Material for the task: Begin

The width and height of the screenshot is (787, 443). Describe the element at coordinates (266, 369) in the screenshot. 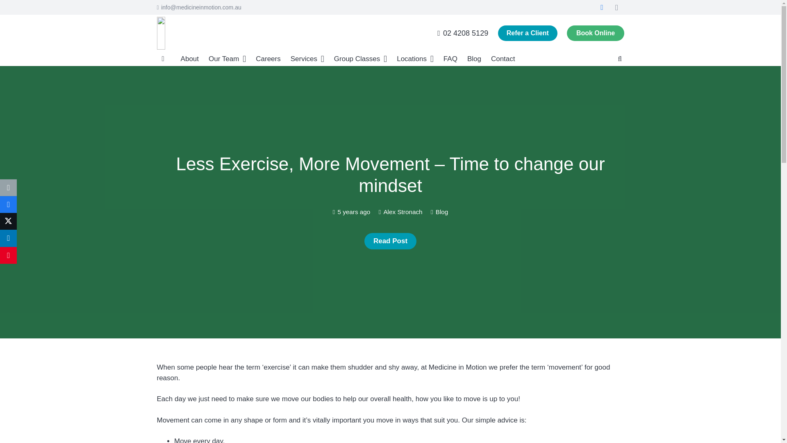

I see `Book Online` at that location.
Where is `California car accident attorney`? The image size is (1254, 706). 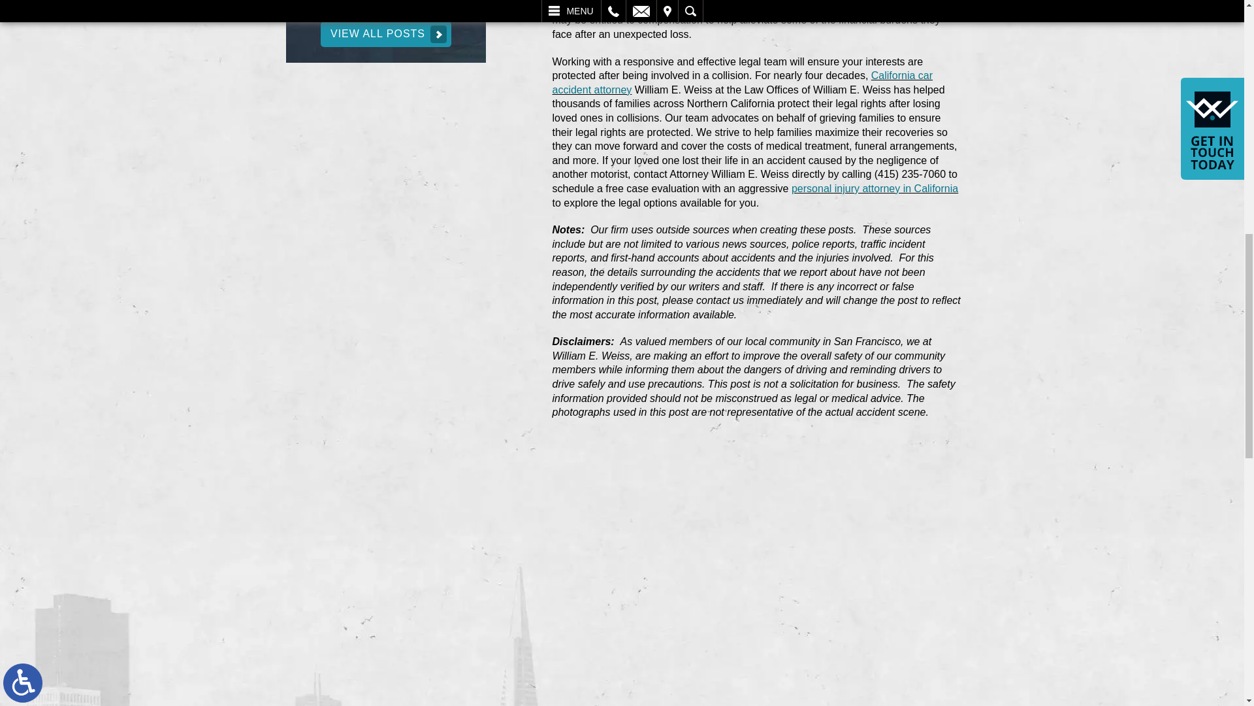 California car accident attorney is located at coordinates (743, 82).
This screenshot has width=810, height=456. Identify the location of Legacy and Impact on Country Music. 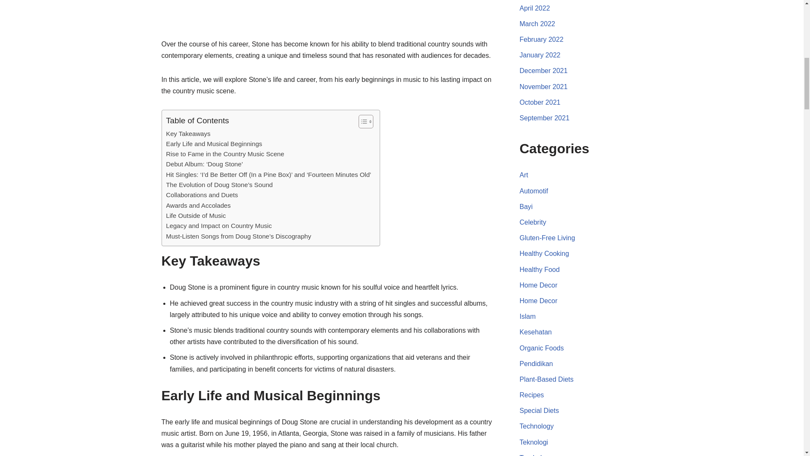
(219, 225).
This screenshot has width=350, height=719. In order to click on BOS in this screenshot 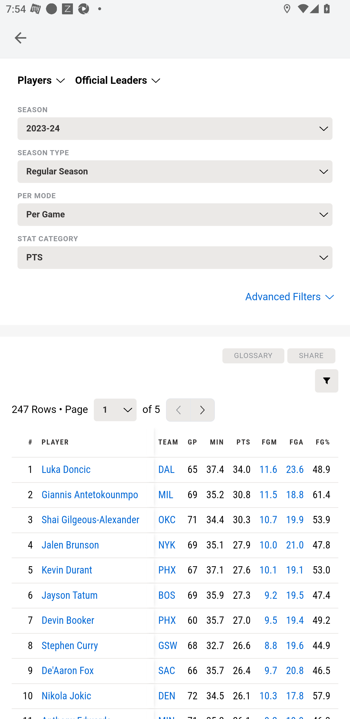, I will do `click(167, 595)`.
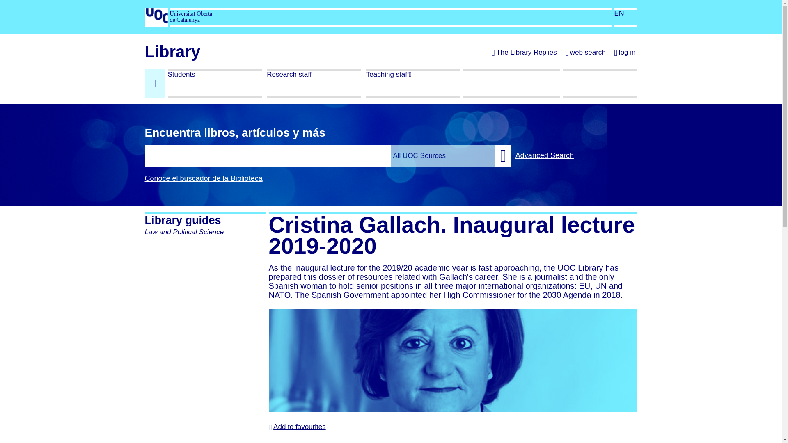  Describe the element at coordinates (155, 23) in the screenshot. I see `link opens in a new window` at that location.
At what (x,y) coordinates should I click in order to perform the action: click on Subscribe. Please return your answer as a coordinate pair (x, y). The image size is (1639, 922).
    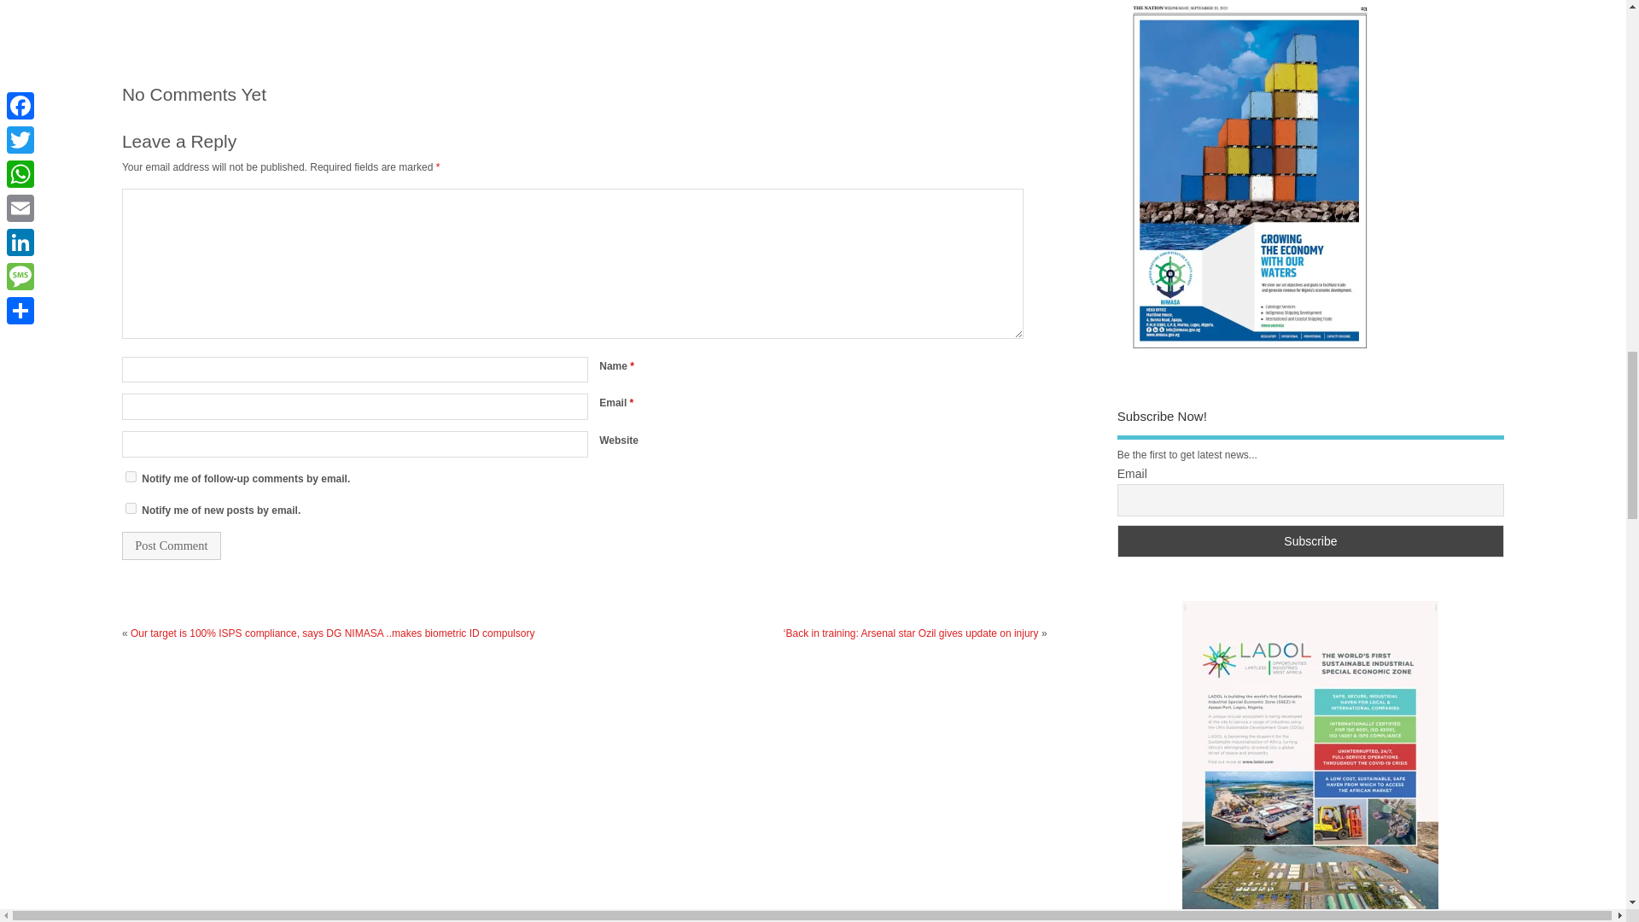
    Looking at the image, I should click on (1311, 541).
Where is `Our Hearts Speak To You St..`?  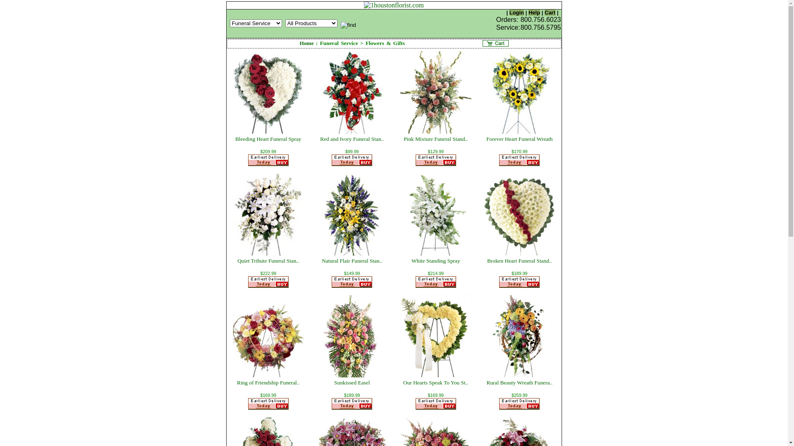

Material for the task: End

§ Activity
Exact copy required, pictures excluded: the lines from the one holding "At what (x,y)" through the last line of the data, both ends included.

§ Worked solution
At what (x,y) coordinates should I click in order to perform the action: click on Subscribe. Please return your answer as a coordinate pair (x, y). The image size is (1639, 922).
    Looking at the image, I should click on (1311, 541).
Where is `Our Hearts Speak To You St..`?  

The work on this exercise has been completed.